Buckeye Chess Club
Amidst the contests of physical fitness at this year’s Arnold Sports Festival, an 8-year-old Dublin girl will go toe-to-toe with festival namesake Arnold Schwarzenegger in a battle of wits.
Emma Cheng, a third-grader at Thomas Elementary School, is scheduled to challenge Schwarzenegger in a chess match on the main stage of the new Arnold Kids Fitness Expo at the Ohio Expo Center, March 7-8.
This will be the first time chess has been part of the Arnold in Columbus, but a blitz chess event was organized at the Arnold Classic Brasil in 2014. Kelly Bloomfield, adviser for Buckeye Chess Club at The Ohio State University, pitched the idea for the match pitting Schwarzenegger against the pint-sized prodigy as soon as he heard chess would be part of the Expo. Bloomfield is now organizer of the Arnold Schwarzenegger Scholastic Chess Classic.
Cheng may be young, but chess is already old hat to her. She has achieved an Elo rating of 1434 – the Elo rating system was started to calculate chess players’ skills, though it is now used for rankings in a variety of one-on-one games – and, as of November, was the No. 4 ranked Girls United States Chess Federation player in Ohio. She is a student of Columbus Chess Lessons, a Worthington-based organization specializing in cultivating advanced chess players.
“She’s been playing with the CCL for the past four or five years,” says Bloomfield. “She even made one of my eighth-grade players cry.”
Cheng practices via private lessons and by playing other students under the watchful eye of chess masters such as coach and program director Alan Casden. She also takes Internet-based lessons through CCL, taught by an all-star group of chess talent including Goran Vojinovic, Atanas Kizov and Jovana Vojinovic.
She won’t have an easy time of it against her hulking opponent. Schwarzenegger is an avid chess player himself, often setting up the board between shoots on his films to keep his mind sharp. He’s played against top-level talent, including renowned chess master Garry Kasparov.
But Bloomfield isn’t convinced Schwarzenegger has a chance.
“It won’t even be close,” he says. “She’ll wipe the floor with him.”

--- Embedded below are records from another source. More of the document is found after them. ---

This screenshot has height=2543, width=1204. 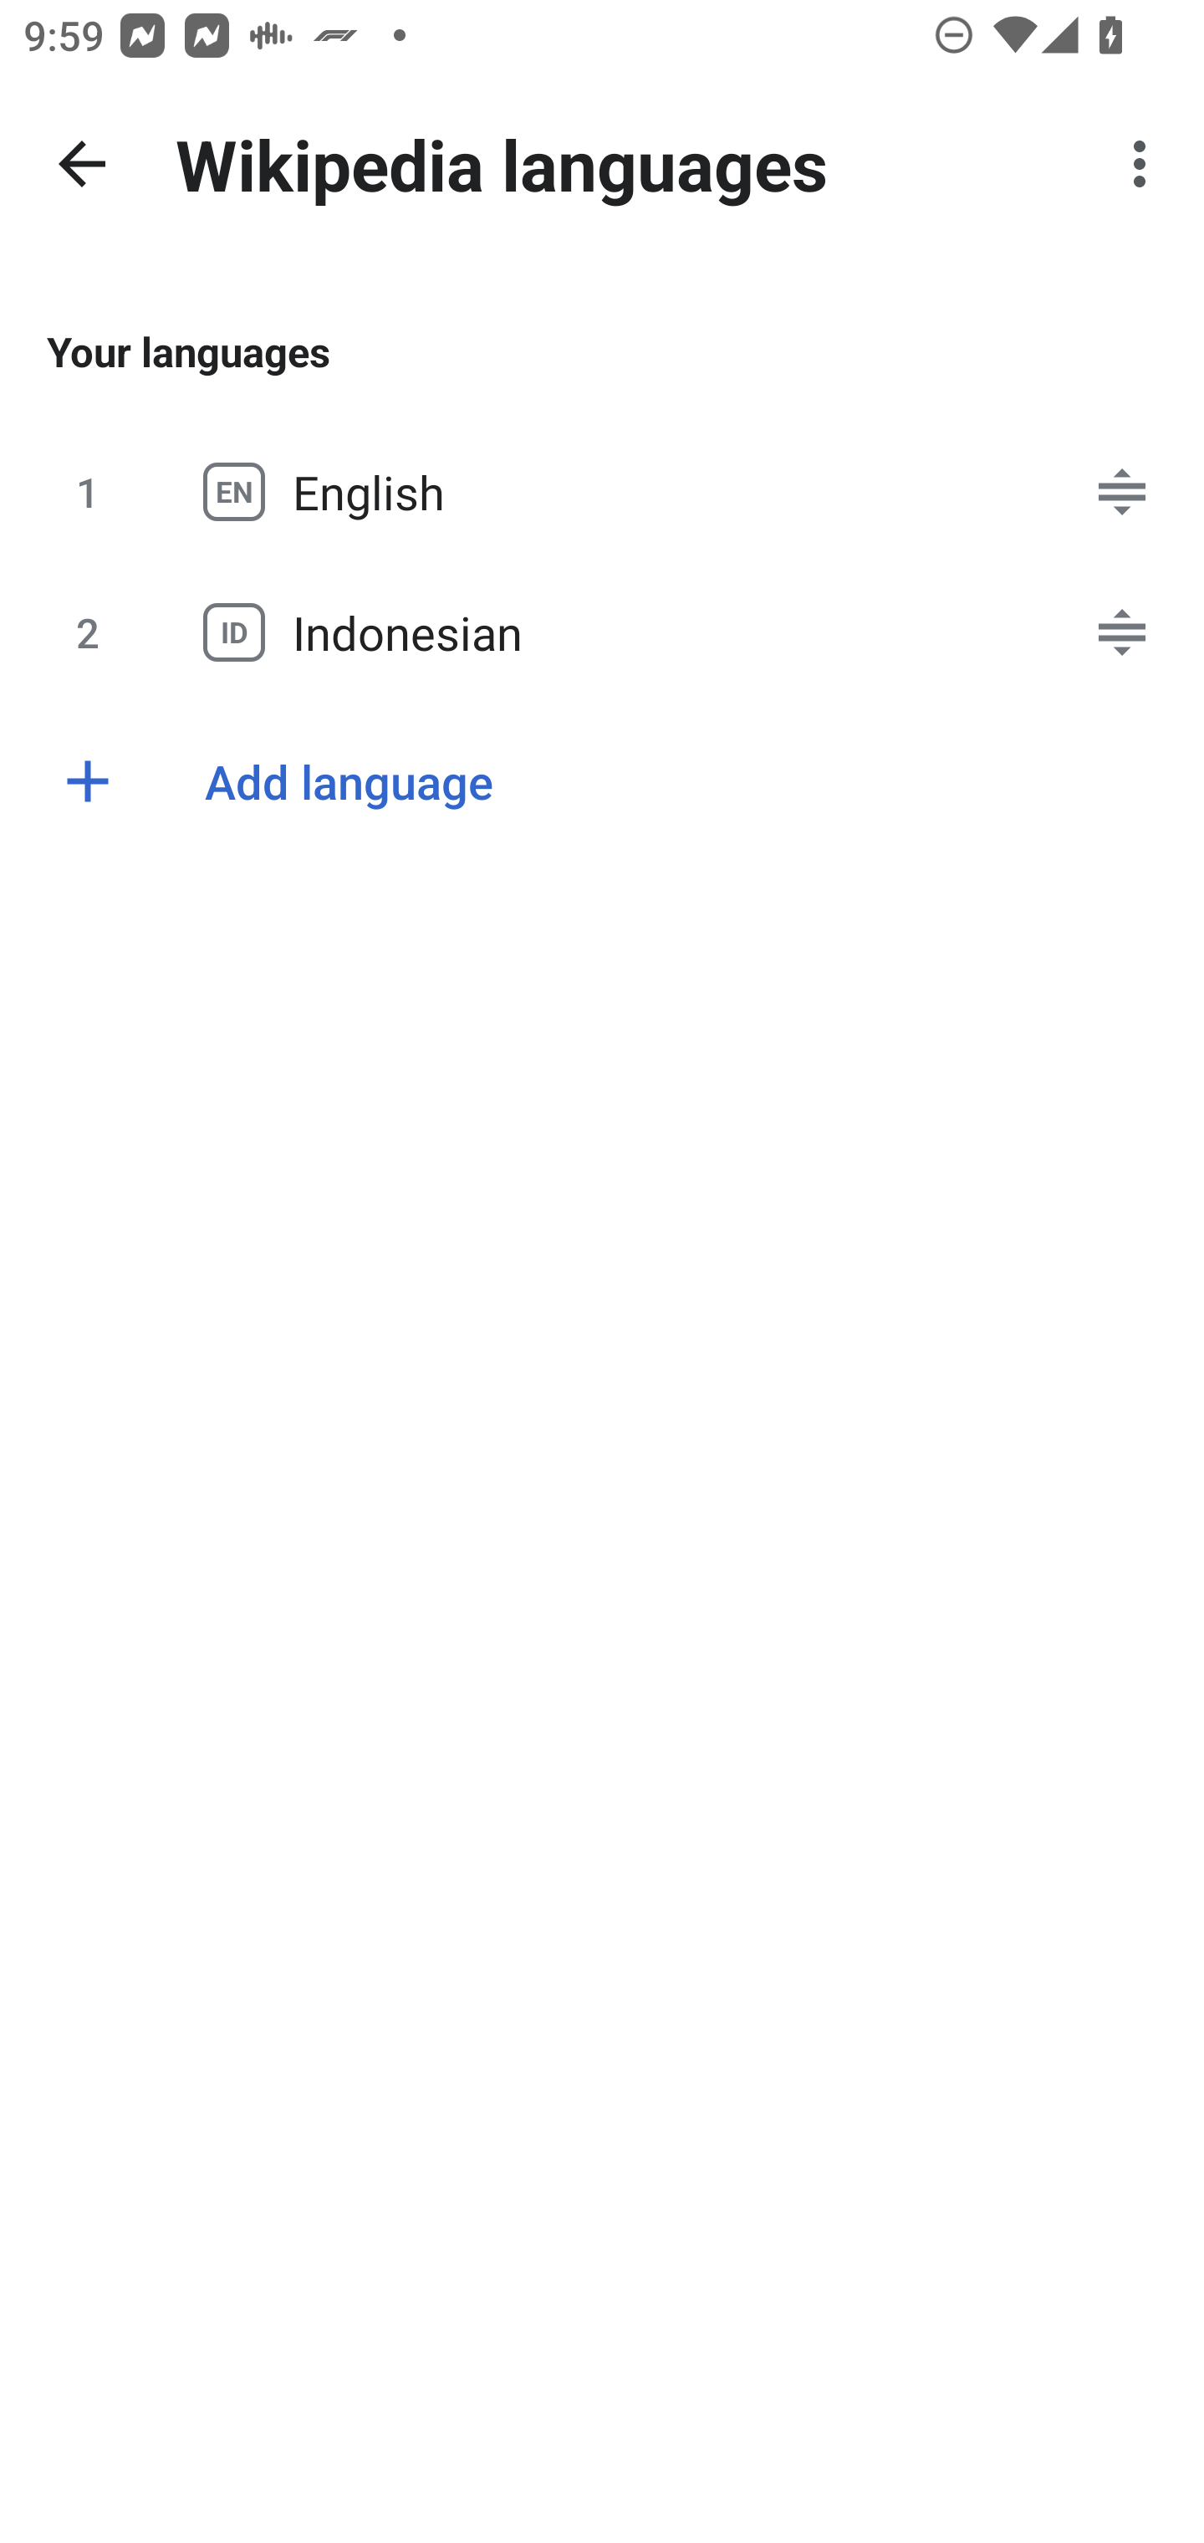 I want to click on More options, so click(x=1146, y=164).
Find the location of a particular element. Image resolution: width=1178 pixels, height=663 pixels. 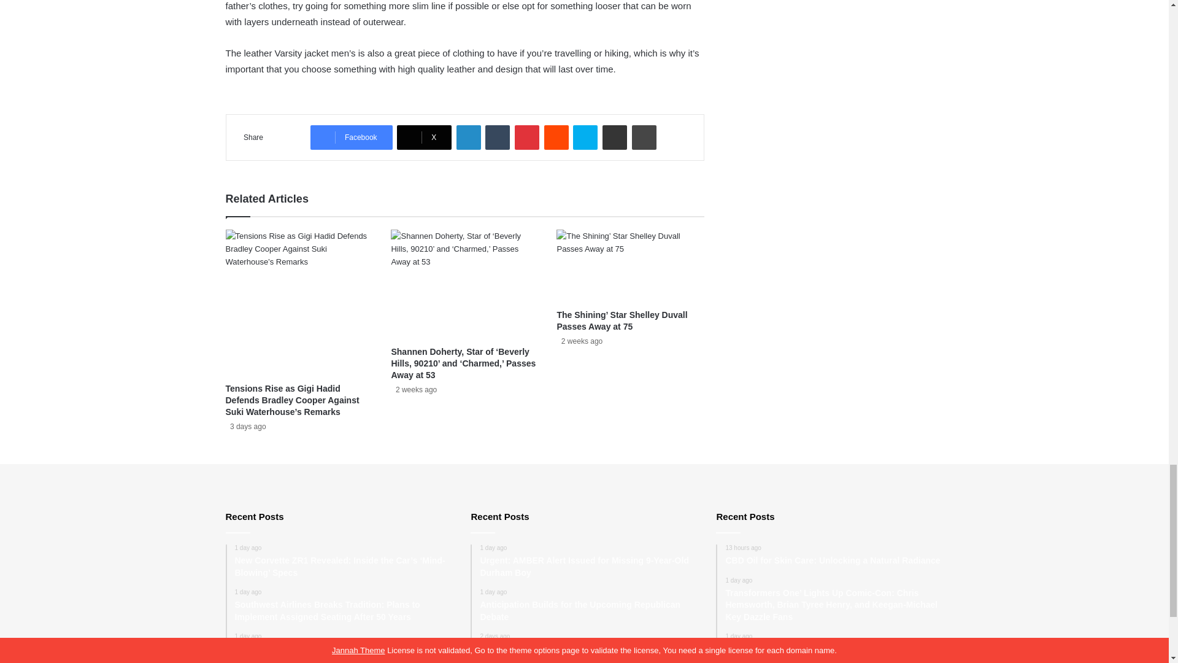

Tumblr is located at coordinates (498, 137).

Though Cheng will get the brightest spotlight of the chess players at the Arnold, others will get their shot at glory via the tournament. And even those who don’t take part in the official competitions will get to enjoy the game thanks to the two enormous chess boards with life-size pieces, shades of Harry Potter and the Sorcerer’s Stone, on the Expo floor.